Exportar Referência (APA)
Lazzaretti, V. (2024). The Afterlife of Repatriation: Heritage and Violence in Hindu nationalist India. Curso por estudantes do mestrado da Universidade de Zürich: 'Cultural Heritage, Identities, and Religion in a Postcolonial World'.
Exportar Referência (IEEE)
V. Lazzaretti,  "The Afterlife of Repatriation: Heritage and Violence in Hindu nationalist India", in Curso por estudantes do mestrado da Universidade de Zürich: 'Cultural Heritage, Identities, and Religion in a Postcolonial World', Zürich, 2024
Exportar BibTeX
@misc{lazzaretti2024_1724631695370,
	author = "Lazzaretti, V.",
	title = "The Afterlife of Repatriation: Heritage and Violence in Hindu nationalist India",
	year = "2024",
	howpublished = "Digital"
}
Exportar RIS
TY  - CPAPER
TI  - The Afterlife of Repatriation: Heritage and Violence in Hindu nationalist India
T2  - Curso por estudantes do mestrado da Universidade de Zürich: 'Cultural Heritage, Identities, and Religion in a Postcolonial World'
AU  - Lazzaretti, V.
PY  - 2024
CY  - Zürich
AB  - In this lecture I unpack some of the the (ill)logics of heritage in Hindu nationalist India by questioning the ways in which global heritage emancipatory concepts and processes, normally associated with struggles for social justice, mutate and are refashioned on the ground in diverse geographical and political contexts. I look at the 2021 repatriation of a statuette of the Hindu goddess Annapurna from Canada to India, by combining interpretative analysis of media and legal discourses with a longitudinal ethnography of the site in which Annapurna was eventually installed at the heart of Banaras, or Varanasi (Uttar Pradesh, India).
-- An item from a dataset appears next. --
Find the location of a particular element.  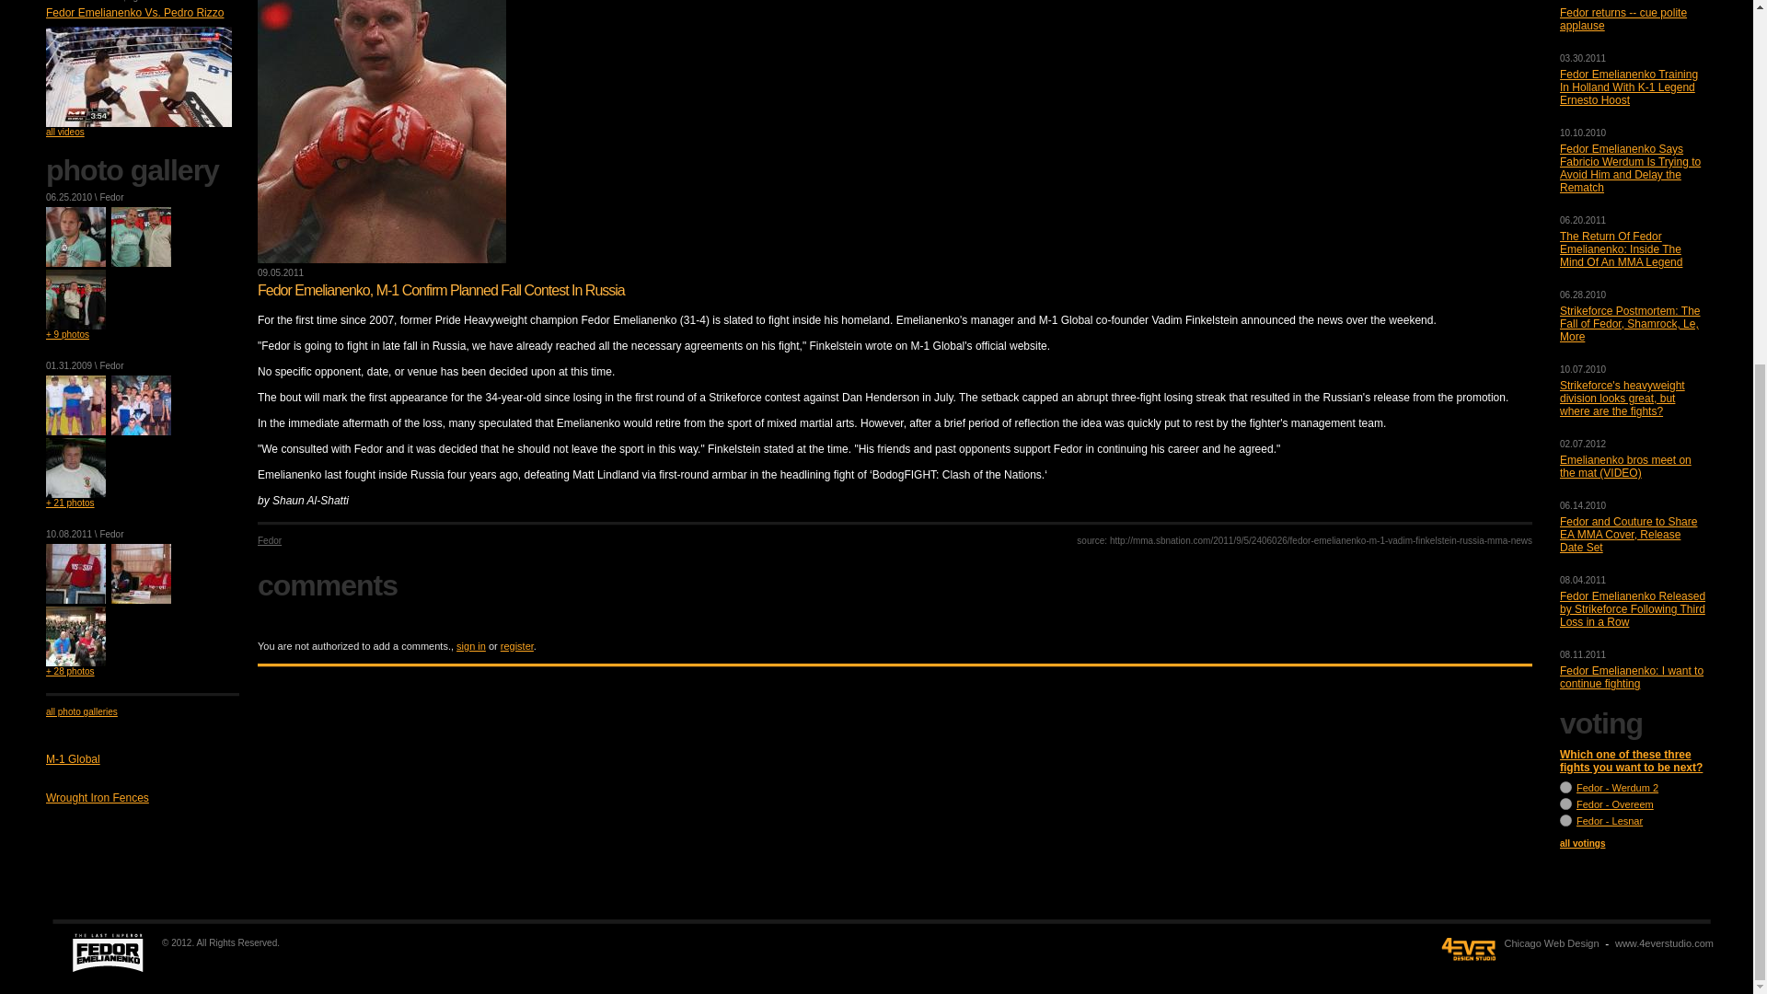

Chicago Web Design is located at coordinates (1664, 943).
I am particularly concerned with Annapurna’s afterlife as a statuette-turned-deity, and use this lens to track how this and other repatriation cases merge into, resurface and refashion assertive campaigns for ‘reclaiming’ Indian (more often Hindu) heritage. I will argue that in authoritarian contexts, heritage emancipatory vocabularies and processes may turn against themselves, thus illuminating novel folds of the nexus between heritage and violence.